Sunday, May 31, 2009

Books and writing in the future

I remember car shopping not too long ago and trying to find one that still had a cassette tape player. Okay, maybe that was a decade ago, but anyway... all the new cars had CD players in them and I had stacks of cassette tapes I wanted to listen to while driving. How many of you remember vinyl records? Or the first computers, with their behemoth monitors and dot matrix printers?

Nowadays, you can play music off your MP3 player in your car, and computers are condensed down to the size of a coffee table book, yet they can do much, much more than the original ones. You don't have to drive to the record store for you favorite music. You simply hop on the internet and download it instantly at home. And computers are our means of communication, and a source of education and entertainment. Technology is advancing at a mind-blowing exponential rate.

So what does that mean to readers and writers? Hard to imagine, but there's one invention that holds promising possibilities. On Michael N. Marcus's blog he writes about the Espresso Book Machine, which prints books at the push of a button. It was on display recently at Book Expo America in New York City and created quite the buzz. There are also e-book readers, like Amazon's Kindle, which allows you to download a book anywhere there's an internet connection. In one little device the size of a paperback book, you can have multiple books ready for reading. (Personally, I'm waiting to get one until the price comes down a little more, which like all things it will eventually.)

In recent years, mainstream publishers have been experiencing shrinking profit margins due to increasing production and shipping costs and decreasing book sales. This has led to some layoffs within the industry and fewer and fewer books being contracted for publication. Which means new writers are having a harder time than ever breaking in. It may seem like a terrible time to be a hopeful writer, but I believe this is just the lull before things begin to change. How? Only time will tell, but with the internet and all the options it lays before us, print-on-demand publishing and space-age inventions like the Espresso Book Machine, this may actually be a great time to be a writer. Time will tell.

Until later,
Gemi

6 comments:

Anita Davison said...

I have read about these machines too, Gemi. It may be the beginning of reader driven sales rather than which book gets the most expensive marketing.

N. Gemini Sasson said...

I'm hearing lots of different figures on their cost, from $35-180,000. When/if they become more commonplace, they may indeed change how and what books we buy. One bookshop owner in New England who has one said a lot of his business is people printing their own books to give to friends and family. Now there's the answer to friends asking, "You wrote a book? Where can we but it?"

N. Gemini Sasson said...

Bah! That should read "buy" it!

Jen Black said...

I guess these machines are not that dissimilar to the ones used by piracy sites...why does it always seem that every new invention leads to someone being ripped off much more easily? Paper and typwwriter, anyone?
Jen

Ron Tocknell said...

Things have simply moved on a notch and this is bound to upset the status quo. From the publishers' point of view, it's bad news; from the writers' point of view, it's bad/good news (harder to get published but easier to self-publish) and, from the readers' point of view, it's good news.

Certainly the best thing about the Internet is that now anyone can publish anything they want without it having to filter through the confined criteria of mainstream publishers.

Arguably, the WORST thing about the Internet is that... er... we DO:o)

N. Gemini Sasson said...

I just want to add a couple of points to this discussion. While mainstream publishers are indeed having to be pickier about taking on new authors, they are not going to disappear anytime soon. The book-buying public and bookstores will continue to look to them for quality books. And the most sought-after authors will continue to publish through them, because there IS a lot about mainstream publishing that works well: the editing team that puts polish on the project, eye-catching cover design, the power of marketing and sheer name recognition. That being said, our options as both writers and readers are widening. Tough times instigates change, wanted or not. It will be interesting to see how our book-buying habits change in the decade to come.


* PROBLEM DESCRIPTION *
Copy nothing but the lines from the line with "is width=473, height=309." to the end of the records, retyped exactly. Pictures stay out.

= = = =

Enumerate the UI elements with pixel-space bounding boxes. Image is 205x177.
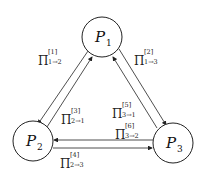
- edge-label-2-to-3: Π[4]2→3: [60, 155, 70, 171]
- svg-text:3: 3: [177, 144, 183, 154]
- node-p3: P 3: [153, 123, 193, 163]
- edge-label-1-to-3: Π[2]1→3: [134, 52, 144, 68]
- diagram-canvas: P 1 P 2 P 3: [0, 0, 205, 177]
- svg-text:1: 1: [106, 38, 112, 48]
- edge-label-1-to-2: Π[1]1→2: [38, 52, 48, 68]
- node-p1: P 1: [82, 17, 122, 57]
- node-p2: P 2: [13, 121, 53, 161]
- svg-text:P: P: [94, 28, 106, 46]
- svg-text:P: P: [25, 132, 37, 150]
- edge-label-3-to-1: Π[5]3→1: [112, 105, 122, 121]
- svg-text:P: P: [165, 134, 177, 152]
- svg-text:2: 2: [37, 142, 43, 152]
- edge-label-2-to-1: Π[3]2→1: [61, 111, 71, 127]
- edge-label-3-to-2: Π[6]3→2: [115, 126, 125, 142]
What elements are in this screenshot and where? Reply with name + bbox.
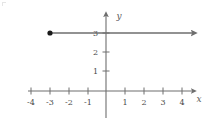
x-tick-label-1: 1 (122, 98, 127, 107)
x-tick-label--3: -3 (46, 98, 54, 107)
y-axis-label: y (115, 11, 122, 21)
graph-figure: -4 -3 -2 -1 1 2 3 4 x 1 2 3 y (0, 0, 207, 120)
x-tick-label--4: -4 (27, 98, 35, 107)
y-tick-label-1: 1 (93, 67, 98, 76)
coordinate-plane: -4 -3 -2 -1 1 2 3 4 x 1 2 3 y (0, 0, 207, 120)
function-ray-y-equals-3 (47, 30, 192, 35)
x-tick-label--2: -2 (65, 98, 73, 107)
x-tick-label-4: 4 (179, 98, 184, 107)
x-axis-label: x (196, 94, 201, 104)
y-tick-label-2: 2 (93, 48, 98, 57)
closed-endpoint-dot (47, 30, 52, 35)
x-tick-label-3: 3 (160, 98, 165, 107)
x-tick-label-2: 2 (141, 98, 146, 107)
x-tick-label--1: -1 (84, 98, 92, 107)
x-axis: -4 -3 -2 -1 1 2 3 4 x (27, 88, 201, 108)
y-axis: 1 2 3 y (93, 11, 123, 118)
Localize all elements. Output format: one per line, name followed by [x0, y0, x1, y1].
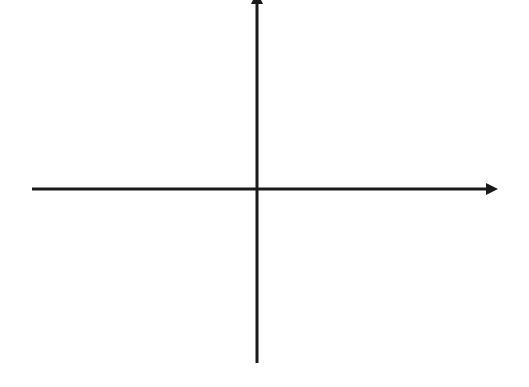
y-axis-arrowhead-icon [251, 0, 263, 4]
x-axis-arrowhead-icon [486, 183, 498, 195]
coordinate-axes-diagram [0, 0, 529, 387]
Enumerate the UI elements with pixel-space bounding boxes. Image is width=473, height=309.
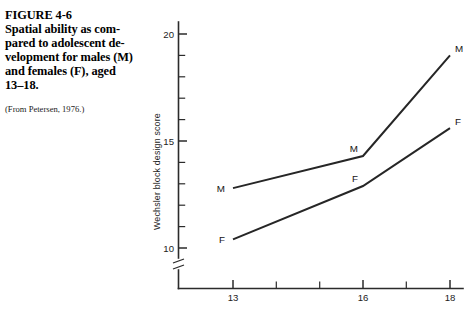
point-label-males-13: M [217,183,225,194]
caption-line-4: and females (F), aged [5,64,147,78]
series-line-males [233,55,450,188]
figure-source-attribution: (From Petersen, 1976.) [5,104,147,114]
point-label-females-16: F [352,173,358,184]
line-chart: Wechsler block design score [147,0,473,309]
x-axis-ticks [233,280,450,289]
x-tick-label-16: 16 [358,292,369,303]
x-tick-label-18: 18 [445,292,456,303]
point-label-females-18: F [455,116,461,127]
caption-line-5: 13–18. [5,78,147,92]
figure-caption-text: Spatial ability as com- pared to adolesc… [5,22,147,92]
point-label-females-13: F [219,234,225,245]
y-axis-title: Wechsler block design score [152,113,162,230]
axis-break-icon [173,259,184,269]
series-line-females [233,128,450,239]
figure-container: FIGURE 4-6 Spatial ability as com- pared… [0,0,473,309]
figure-number: FIGURE 4-6 [5,8,147,22]
y-tick-label-20: 20 [163,29,174,40]
point-label-males-16: M [350,143,358,154]
caption-line-3: velopment for males (M) [5,50,147,64]
caption-line-2: pared to adolescent de- [5,36,147,50]
y-tick-label-10: 10 [163,243,174,254]
point-label-males-18: M [455,43,463,54]
figure-caption-block: FIGURE 4-6 Spatial ability as com- pared… [5,8,147,114]
y-axis-ticks [179,34,188,248]
caption-line-1: Spatial ability as com- [5,22,147,36]
x-tick-label-13: 13 [228,292,239,303]
y-tick-label-15: 15 [163,136,174,147]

= = = =

* ANSWER TO THE PROBLEM *
Enumerate the UI elements with pixel-space bounding boxes. Image is width=473, height=309.
point-label-males-13: M [217,183,225,194]
caption-line-4: and females (F), aged [5,64,147,78]
series-line-males [233,55,450,188]
figure-source-attribution: (From Petersen, 1976.) [5,104,147,114]
point-label-females-16: F [352,173,358,184]
line-chart: Wechsler block design score [147,0,473,309]
x-axis-ticks [233,280,450,289]
x-tick-label-16: 16 [358,292,369,303]
x-tick-label-18: 18 [445,292,456,303]
point-label-females-18: F [455,116,461,127]
caption-line-5: 13–18. [5,78,147,92]
figure-caption-text: Spatial ability as com- pared to adolesc… [5,22,147,92]
point-label-females-13: F [219,234,225,245]
y-axis-title: Wechsler block design score [152,113,162,230]
axis-break-icon [173,259,184,269]
series-line-females [233,128,450,239]
figure-container: FIGURE 4-6 Spatial ability as com- pared… [0,0,473,309]
figure-number: FIGURE 4-6 [5,8,147,22]
y-tick-label-20: 20 [163,29,174,40]
point-label-males-16: M [350,143,358,154]
caption-line-3: velopment for males (M) [5,50,147,64]
caption-line-2: pared to adolescent de- [5,36,147,50]
y-tick-label-10: 10 [163,243,174,254]
point-label-males-18: M [455,43,463,54]
figure-caption-block: FIGURE 4-6 Spatial ability as com- pared… [5,8,147,114]
y-axis-ticks [179,34,188,248]
caption-line-1: Spatial ability as com- [5,22,147,36]
x-tick-label-13: 13 [228,292,239,303]
y-tick-label-15: 15 [163,136,174,147]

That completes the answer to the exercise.